IMANI Africa has raised concerns about Ghana’s worsening grain surplus, warning that the growing food glut exposes deep flaws in the country’s agricultural market planning.
The policy think tank noted that the situation, if left unchecked, could threaten livelihoods, undermine national food security, and reverse the gains made in agricultural productivity.
“Ghana’s grain sector is facing a serious challenge this year. Reports show that about 100,000 metric tonnes of maize and rice from the 2024 harvest remain unsold across major farming areas.
“The Peasant Farmers Association of Ghana (PFAG) has appealed to the government to urgently release additional funds to the National Food Buffer Stock Company (NAFCO) to enable it to purchase surplus rice from local producers. Many farmers are unable to sell their grains and have been forced to reduce prices drastically to avoid losses”
IMANI Africa
According to IMANI, the Chamber of Agribusiness Ghana (CAG) has attributed the crisis partly to a surge in cheap grain imports and rampant smuggling of substandard rice and maize into the country. These products, often sold below local production costs, have made it impossible for domestic farmers to compete.
In response, Cabinet has approved funding for the Ghana Buffer Stock Company to begin purchasing surplus food crops in an effort to stabilize prices and reduce post-harvest waste. But IMANI Africa believes the current approach, focused on emergency intervention, does not address the root of the problem.
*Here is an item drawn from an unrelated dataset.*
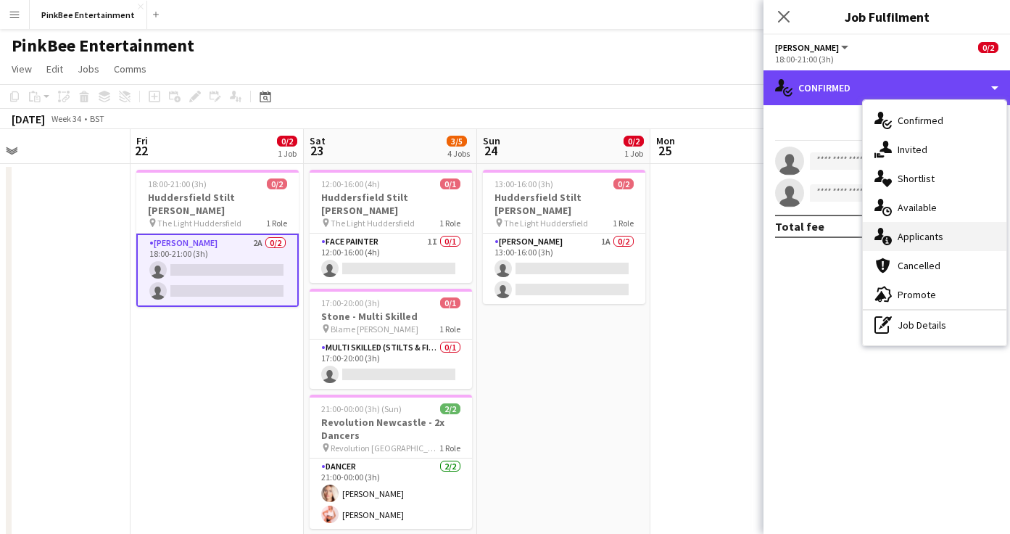 The height and width of the screenshot is (534, 1010). Describe the element at coordinates (491, 141) in the screenshot. I see `span: Sun` at that location.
According to the think tank, Ghana’s agricultural policies have historically prioritized production over market planning, resulting in a system that “collapses under the weight of success.” When harvests are strong, the sector struggles to absorb the excess due to limited storage, inadequate transportation, and weak coordination between farmers and buyers.
IMANI Africa pointed out that years of investment in fertilizer subsidies and planting support schemes have yielded high output, but without the necessary infrastructure for processing and marketing, the benefits fail to reach producers.
“Ghana’s agricultural model remains production-heavy but market-weak,” IMANI Africa observed. “The glut of 2024 is not a success story gone wrong – it is a predictable failure of coordination.”
Import, Data, and Coordination Failures
Another major factor, IMANI emphasized, is poor import management. Even as local farmers struggle to sell their produce, the domestic market continues to be flooded with low-quality, cheap imports.
“Weak border enforcement and inadequate trade regulation have worsened the situation,” discouraging domestic investment in agriculture and undermining national efforts to achieve food self-sufficiency.
The group urged the government to prioritize import control as part of its broader market reforms, calling it essential for protecting Ghana’s grain industry from unfair external competition.
IMANI’s analysis also highlighted poor planning among farmers themselves, driven largely by the absence of reliable data on demand and supply, resulting in a recurring cycle of oversupply in good years and shortages in bad ones, “leaving producers trapped in uncertainty.”

The think tank advised that crop planning should be data-driven and coordinated through strengthened farmer cooperatives, allowing better decisions on what to grow, where, and how much. “Without a national system of data and coordination, Ghana will continue swinging between excess and scarcity,” IMANI warned.
Turning the Crisis into Opportunity
IMANI Africa believes that Ghana can turn the current glut into an opportunity to modernize its food system.
“This situation calls for a shift in focus from production-driven policies to market-oriented reforms. The government must recognize that agriculture is no longer just about growing food; it is about managing value chains efficiently from farm to market”
IMANI Africa
The group recommended targeted investment in storage, processing, and logistics, as well as support for agro-processing industries that can absorb surplus grains. It also called for “rural infrastructure expansion, especially feeder roads and cold-chain facilities,” to reduce post-harvest losses and facilitate transport to markets and processors.
The think tank concluded that the 2024 grain glut should not be seen merely as an unfortunate outcome of high yields but as a warning signal for deeper policy reform – a wake-up call, not just for the government but for all stakeholders in the sector.
Agriculture, IMANI noted, remains critical to Ghana’s economic recovery under President John Dramani Mahama’s administration, but the challenge is no longer productivity – it is coordination.

“The real task ahead,” IMANI Africa asserted, “is to build a system that links production to markets efficiently. Only then can agriculture become a stable and profitable engine of growth.”